One cannot watch videos all the time, but one of the great things about working from home is that one can have whatever music one likes in the background (and so can one’s partner, at the other end of the landing). So I’ve been listening to the French version a lot. I have yet to fork out for Spotify Premium, so I get the government popping up and telling me what to do if I’m an EU citizen (alas!) in between Mercutio yelling ‘Je maudit vos familles! Je maudit vos maisons!’ and Romeo losing it. But then I also get people popping up to ask me to sort out their login problems, so somebody’s death scene is always going to get interrupted sooner or later.
Then I found my CD of the Bellini opera. Actually, I found the libretto booklet, which had somehow got separated from the CDs. Flicking through it, I discovered something that made me go, ‘Ohhhhhhhhh!’
… A grave reason spurs Capulet to this urgency. Maybe a sudden storm hangs over the heads of the Guelphs: maybe the Montagues are rising again in enmity! May they perish, ah! perish, those savage, insolent Ghibellines!
Now, all I know about the Guelphs and the Ghibellines comes from reading Dorothy L. Sayers’ introduction to her translation of Dante Alighieri’s Divine Comedy several years ago, and about all I had remembered was that they were opposing parties. It hadn’t occurred to me that the feud in Shakespeare might have had anything to do with real world partisanship, but it seemed really insultingly obvious now. I looked it up on Wikipedia, and there it was staring me in the face: Ghibelline swallow-tailed merlons on the ‘Casa di Romeo’, of the Montecchi family of Verona.
I picked up Dante again – I’d been thinking of reading it over Easter anyway – and reread the introduction. I hadn’t remembered entirely accurately: there were plenty of family feuds going on alongside the Guelph-Ghibelline stuff:
… the Italian nobility was violently divided by internecine clan feuds like those of the Campbells and MacGregors, so that each great family was a law unto itself and its followers, overriding the native constitution, bearing rule according to its own tribal custom, and indulging in perpetual raids and vendettas against its rivals…

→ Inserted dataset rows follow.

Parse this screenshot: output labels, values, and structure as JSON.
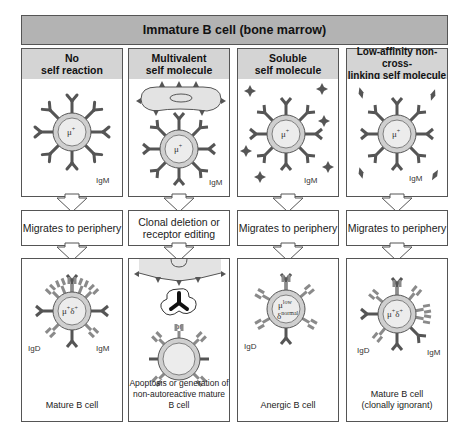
{
  "title": "Immature B cell (bone marrow)",
  "colors": {
    "title_bar": "#b3b3b3",
    "column_header": "#d4d4d4",
    "receptor": "#555555",
    "receptor_light": "#8a8a8a",
    "cell_fill": "#dcdcdc",
    "self_molecule": "#555555",
    "border": "#555555"
  },
  "columns": [
    {
      "header": "No\nself reaction",
      "top_panel": {
        "cell_label": "μ+",
        "receptor_label": "IgM",
        "self_molecule": "none"
      },
      "step": "Migrates to periphery",
      "bottom_panel": {
        "cell_label": "μ+δ+",
        "receptor_labels": [
          "IgD",
          "IgM"
        ],
        "caption": "Mature B cell"
      }
    },
    {
      "header": "Multivalent\nself molecule",
      "top_panel": {
        "cell_label": "μ+",
        "receptor_label": "IgM",
        "self_molecule": "multivalent cell-surface"
      },
      "step": "Clonal deletion or\nreceptor editing",
      "bottom_panel": {
        "separator": "or",
        "caption": "Apoptosis or generation of\nnon-autoreactive mature B cell"
      }
    },
    {
      "header": "Soluble\nself molecule",
      "top_panel": {
        "cell_label": "μ+",
        "receptor_label": "IgM",
        "self_molecule": "soluble"
      },
      "step": "Migrates to periphery",
      "bottom_panel": {
        "cell_label_top": "μlow",
        "cell_label_bottom": "δnormal",
        "receptor_labels": [
          "IgD"
        ],
        "caption": "Anergic B cell"
      }
    },
    {
      "header": "Low-affinity non-cross-\nlinking self molecule",
      "top_panel": {
        "cell_label": "μ+",
        "receptor_label": "IgM",
        "self_molecule": "low-affinity"
      },
      "step": "Migrates to periphery",
      "bottom_panel": {
        "cell_label": "μ+δ+",
        "receptor_labels": [
          "IgD",
          "IgM"
        ],
        "caption": "Mature B cell\n(clonally ignorant)"
      }
    }
  ],
  "sup": {
    "plus": "+",
    "low": "low",
    "normal": "normal",
    "mu": "μ",
    "delta": "δ"
  }
}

After setting out the broader political context, Sayers focuses on Dante’s life, following him from Florence into exile in (wouldn’t you know) Verona and, ultimately, Ravenna. Then I spent three quarters of an hour listening to Dr Eleanor Janega tell me about Boccaccio’s Florence, and now I’m trying to remember why it is that Ravenna’s stuck in my memory. Maybe the Diarmaid McCullough History of Christianity…?
Meanwhile, cycling season has been getting underway. I like watching the cycling: often it’s two hours of scenery followed by ten minutes of excitement, but the scenery’s worth it. Strade Bianche: the white roads around Siena. Tirreno-Adriatico: west to east, sea to sea, cypress trees and red roofs, hilltop villages, Roman ruins… This weekend, it’s Milan-Sanremo. Par for the course for a spring in which I’ve been seeing a rather lot of Italy, not to mention a whole lot of Veronas, from my sofa.